Major websites getting trickier and sneakier: Introducing the SuperCookie


Anyone who has been on the Web for any length of time will know what the term cookie means but for those of you not familiar with the term here is an short explanation courtesy of Wikipedia:

A cookie, also known as an HTTP cookie, web cookie, or browser cookie, is used for an origin website to send state information to a user’s browser and for the browser to return the state information to the origin site. The state information can be used for authentication, identification of a user session, user’s preferences, shopping cart contents, or anything else that can be accomplished through storing text data.

In other words it is a simple method for websites to be able to remember who you are and where you’ve been; and for the longest time they have been really simple text files that were for the most part fairly benign.

That is about to change if this news from Julia Angwin at the Wall Street Journal is any indication. It seems that major sites like Hulu and MSN are among the first to be using what is termed as a Supercookie and it is a lot more invasive that its predecessor. Also these new supercookies aren’t being stored in the same places on your machine that the older cookie files are kept which makes finding them a lot harder.

The powerful new — and legal — techniques can track people’s online activities without being detected by users, which makes it different from the more easily detectable average cookies, the Journal article said.

The files Hulu and MSN installed are also capable of re-creating users’ profiles after people deleted regular cookies.

MSN and Hulu said the tracking was inadvertent, and both companies promised to investigate.

via Washington Post

There are those that are calling these new cookies the next big privacy battle on the web.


- [Exercise]:
After locating the line that holds "Image resolution: width=1337", copy that line and all that follow it word for word through the end of the data, with no pictures.

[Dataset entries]
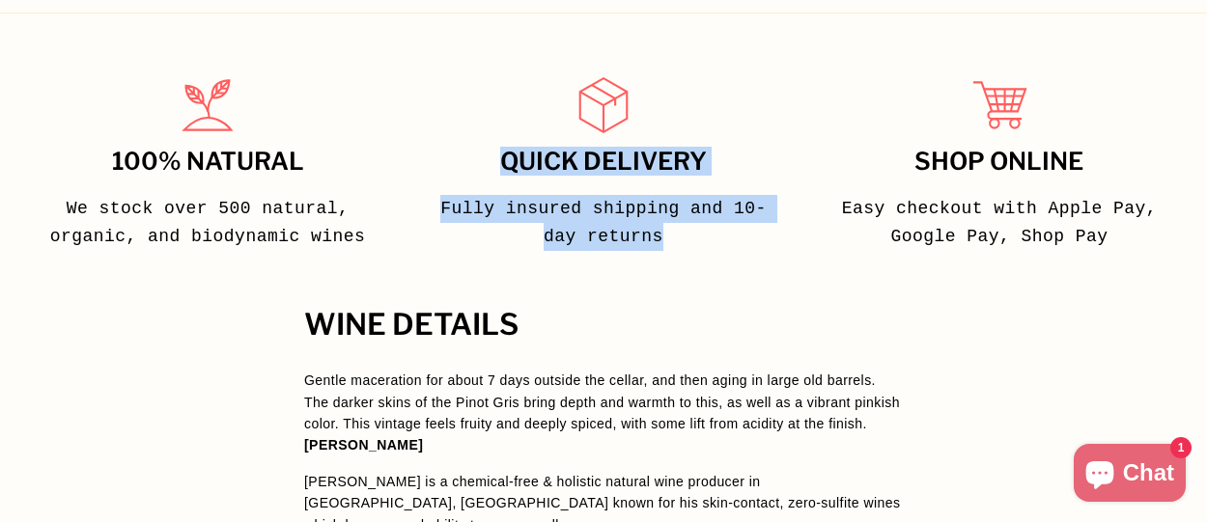  What do you see at coordinates (603, 325) in the screenshot?
I see `h2: WINE DETAILS` at bounding box center [603, 325].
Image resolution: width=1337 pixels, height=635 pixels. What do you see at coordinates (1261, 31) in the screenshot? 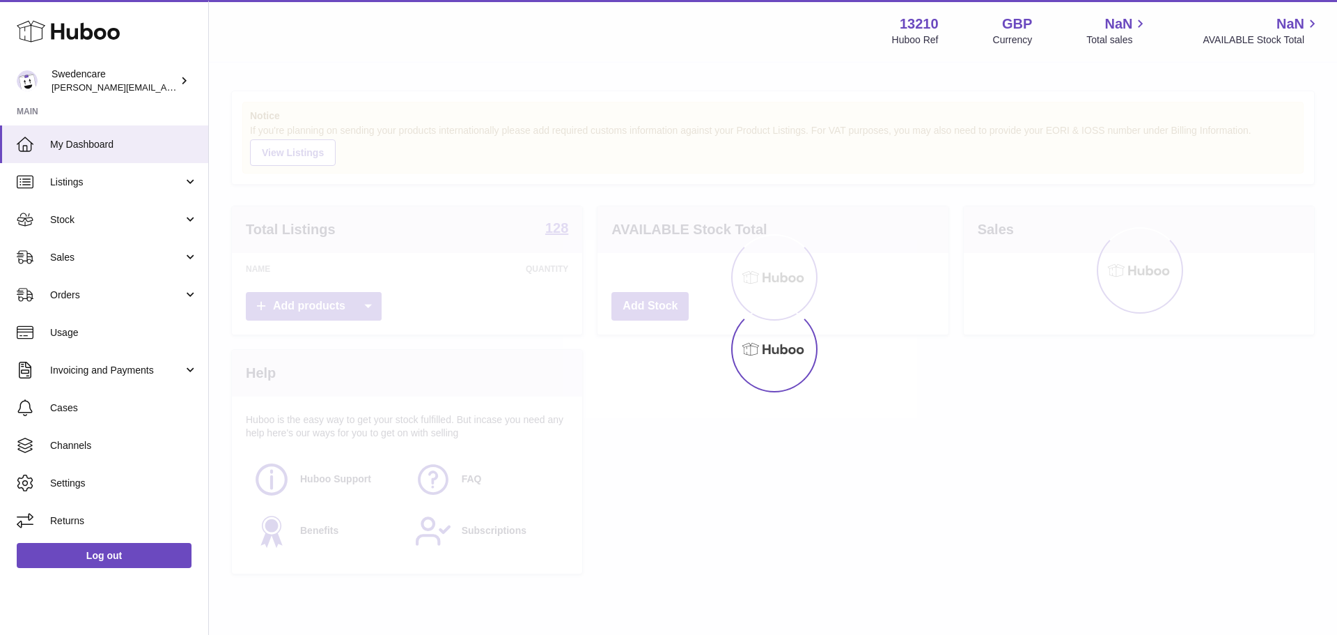
I see `a: NaN AVAILABLE Stock Total` at bounding box center [1261, 31].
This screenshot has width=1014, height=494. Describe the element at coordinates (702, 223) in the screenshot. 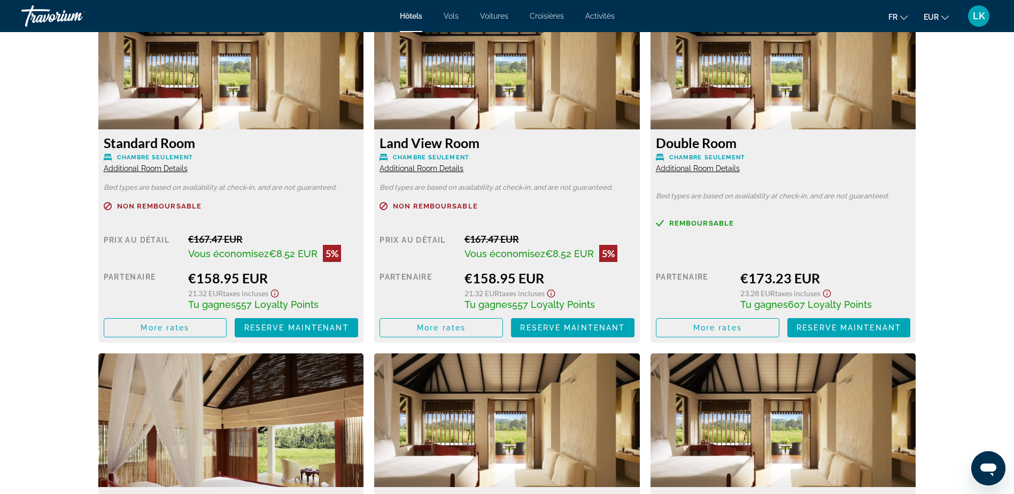

I see `span: Remboursable` at that location.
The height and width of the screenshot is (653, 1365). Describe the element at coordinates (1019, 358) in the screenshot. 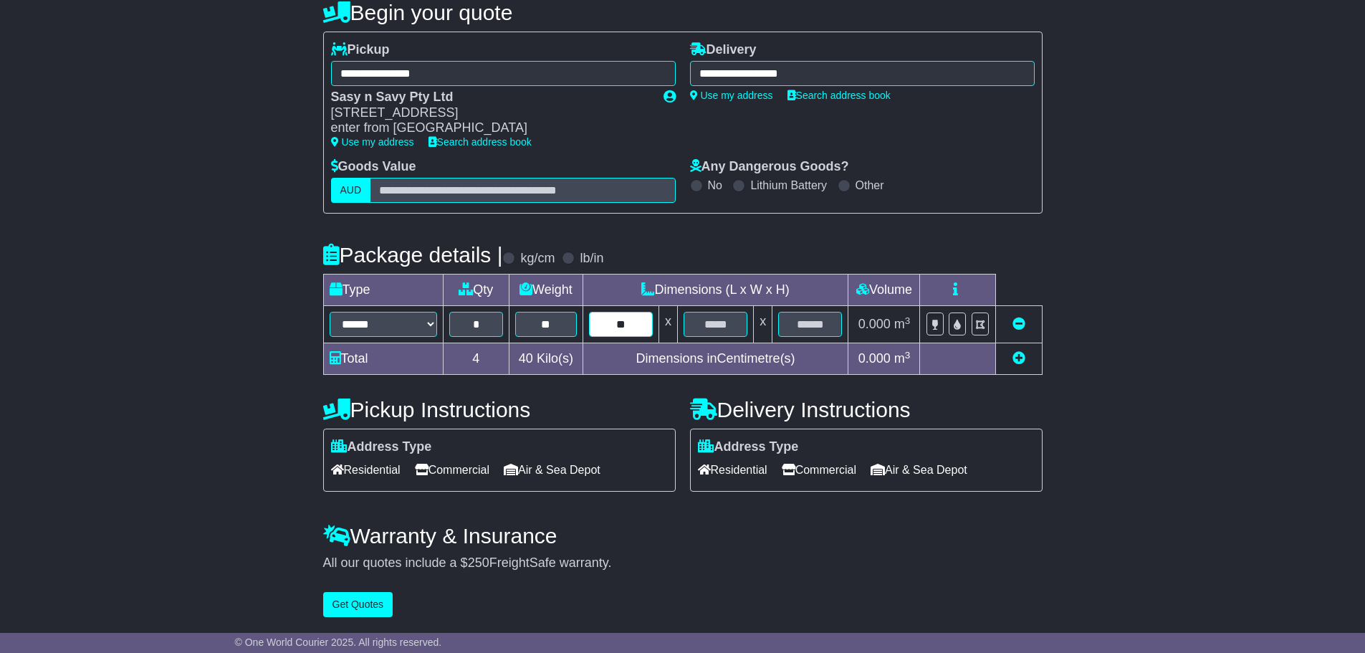

I see `a: Add new item` at that location.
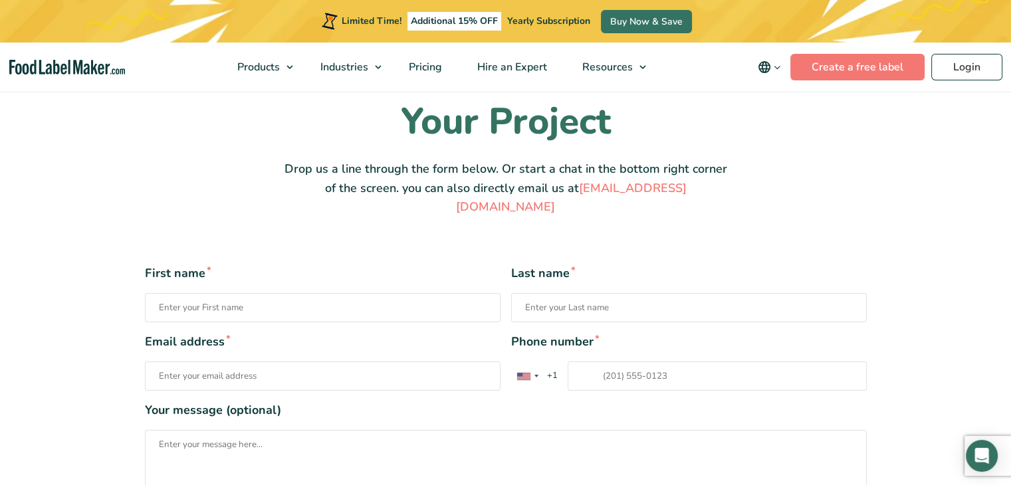 This screenshot has width=1011, height=485. Describe the element at coordinates (688, 342) in the screenshot. I see `span: Phone number` at that location.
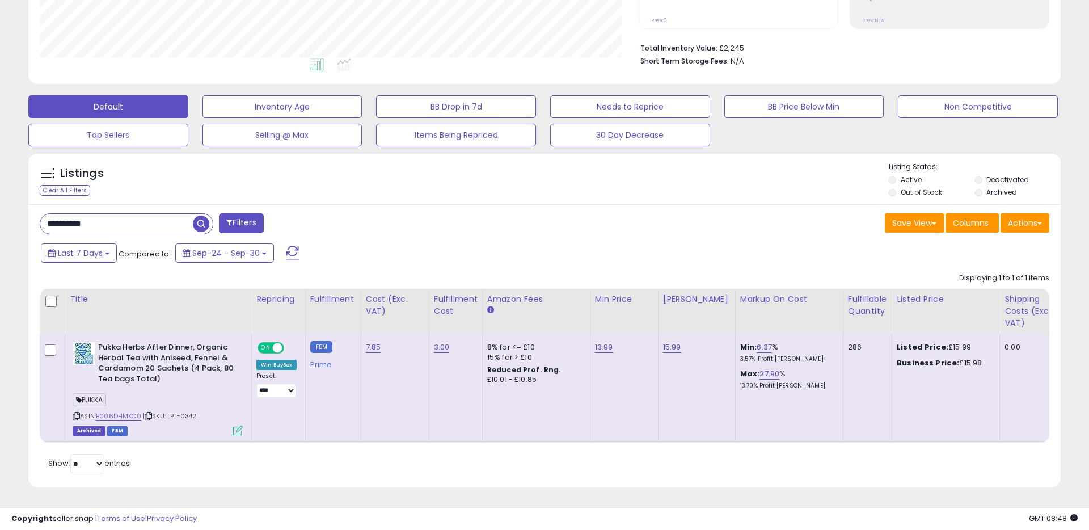  What do you see at coordinates (1032, 347) in the screenshot?
I see `div: 0.00` at bounding box center [1032, 347].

- [Response for this exercise]:
Image resolution: width=1337 pixels, height=635 pixels. What do you see at coordinates (1261, 31) in the screenshot? 
I see `a: NaN AVAILABLE Stock Total` at bounding box center [1261, 31].
This screenshot has width=1014, height=494. Describe the element at coordinates (702, 223) in the screenshot. 

I see `span: Remboursable` at that location.
The height and width of the screenshot is (653, 1365). Describe the element at coordinates (1019, 358) in the screenshot. 

I see `a: Add new item` at that location.
 This screenshot has width=1011, height=485. Describe the element at coordinates (688, 342) in the screenshot. I see `span: Phone number` at that location.
  What do you see at coordinates (1032, 347) in the screenshot?
I see `div: 0.00` at bounding box center [1032, 347].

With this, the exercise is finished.